Now that the site had been rediscovered, the inevitable desire to celebrate such an important event was tempered by the problem of how to incorporate Arminius’ victory back into modern German mythology, especially in a country that had been newly unified. Gone, inevitably, were all traces of nationalism. More-serious broadsheets commemorated the spirit of discovery, of adventure that harked back to the glory days of archaeology. So the Neue Osnabrücker Zeitung headlined an article ‘Excavations in Kalkriese a second Troy’. The confusion is more apparent in the way that it was presented in the popular press. Here, the battle was the conflict between ‘David and Goliath’; it was a case of the first world being beaten by the third world a
nd the victory of the German guerrillas should be seen as an ‘early Vietnam’.9 There is no mention anywhere of conquering predecessors and the glorious German heritage.
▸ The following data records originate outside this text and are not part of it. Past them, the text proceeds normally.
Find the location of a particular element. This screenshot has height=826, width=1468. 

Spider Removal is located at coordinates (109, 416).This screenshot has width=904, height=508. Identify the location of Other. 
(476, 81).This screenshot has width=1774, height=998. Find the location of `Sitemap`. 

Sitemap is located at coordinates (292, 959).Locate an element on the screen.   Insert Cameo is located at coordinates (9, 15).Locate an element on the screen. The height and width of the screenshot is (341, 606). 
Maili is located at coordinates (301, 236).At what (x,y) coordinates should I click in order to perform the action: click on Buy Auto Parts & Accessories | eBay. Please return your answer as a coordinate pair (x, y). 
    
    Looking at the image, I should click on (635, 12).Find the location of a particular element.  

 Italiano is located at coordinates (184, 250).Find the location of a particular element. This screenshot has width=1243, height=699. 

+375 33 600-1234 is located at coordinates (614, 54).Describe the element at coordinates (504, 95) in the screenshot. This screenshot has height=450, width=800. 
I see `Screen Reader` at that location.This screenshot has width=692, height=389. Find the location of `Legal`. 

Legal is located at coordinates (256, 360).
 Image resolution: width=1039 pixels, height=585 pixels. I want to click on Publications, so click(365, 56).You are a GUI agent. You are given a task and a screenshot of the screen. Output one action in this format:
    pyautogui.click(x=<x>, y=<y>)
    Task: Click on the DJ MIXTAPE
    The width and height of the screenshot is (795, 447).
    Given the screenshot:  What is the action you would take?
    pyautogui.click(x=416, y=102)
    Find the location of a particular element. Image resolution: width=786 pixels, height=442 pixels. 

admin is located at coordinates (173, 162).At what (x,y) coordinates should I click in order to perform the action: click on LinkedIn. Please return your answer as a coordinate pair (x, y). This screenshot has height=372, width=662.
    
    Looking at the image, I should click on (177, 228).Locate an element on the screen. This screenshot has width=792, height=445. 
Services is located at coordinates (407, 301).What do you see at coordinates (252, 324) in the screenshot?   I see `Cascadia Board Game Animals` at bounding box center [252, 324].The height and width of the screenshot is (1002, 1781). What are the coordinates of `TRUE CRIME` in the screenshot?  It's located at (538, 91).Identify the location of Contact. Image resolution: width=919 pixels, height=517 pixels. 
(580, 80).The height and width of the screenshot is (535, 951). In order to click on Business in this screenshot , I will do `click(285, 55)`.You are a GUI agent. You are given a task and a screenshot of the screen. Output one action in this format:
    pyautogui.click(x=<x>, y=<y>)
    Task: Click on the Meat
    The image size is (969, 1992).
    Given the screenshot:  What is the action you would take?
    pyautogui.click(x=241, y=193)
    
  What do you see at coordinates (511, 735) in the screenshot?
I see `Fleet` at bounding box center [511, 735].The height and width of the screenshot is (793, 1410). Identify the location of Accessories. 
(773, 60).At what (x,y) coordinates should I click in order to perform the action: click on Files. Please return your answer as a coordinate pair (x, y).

This more tempered and subdued tone can be seen in the frequent allusions to the events of AD 9 in historical novels throughout Europe from the 1990s onwards. That these were not now refracted through a nationalistic prism means that the history itself had a chance to shine in its own terms. In France, Anne Bernet has the prefect of Judaea taking part in the battle in her 1998 novel Les mémoires de Ponce Pilate; in Germany, Jörg Kastner has written a series of novels about the era since 1995, starting with Thorag oder die Rückkehr des Germanen (Thorag, or the Return of the German); and in Britain’s The Iron Hand of Mars, Lindsey Davis’s popular Roman detective Marcus Didius Falco is sent off to the wilds of Germany in AD 71 and ends up spending a night in the Teutoburg Forest.
By far the best of this genre are David Wishart’s 1995 novel Ovid and Iris Kammerer’s Der Tribun (The Tribune) from 2004, both of which deal with the Battle of Teutoburg Forest directly. The former is a hugely entertaining conspiracy theory that links the exile of the poet Ovid to the loss of the three legions under Varus. As well as witty characterisations of individuals like Asprenas, what makes it stand out is the generally sympathetic portrait of the Roman governor. He is corrupted and betrayed by Arminius, but he is not wholly incompetent. A real sense is also given of the way in which the subject became one to be avoided in the polite society in Rome. In Iris Kammerer’s book, Gaius Cornelius Cinna, the great-grandson of Pompey the Great and the tribune of the book’s title, is sent on a secret mission to warn Varus of the Cheruscan conspiracy. Captured and knocked out by a Cheruscan noble, he finds, when he regains consciousness, that the Battle of Teutoburg Forest is history and the three legions have been lost. In the author’s note, Kammerer explicitly states that her intention was to reconstruct what happened and to remove the German patriotism and nationalism which has grown around the story.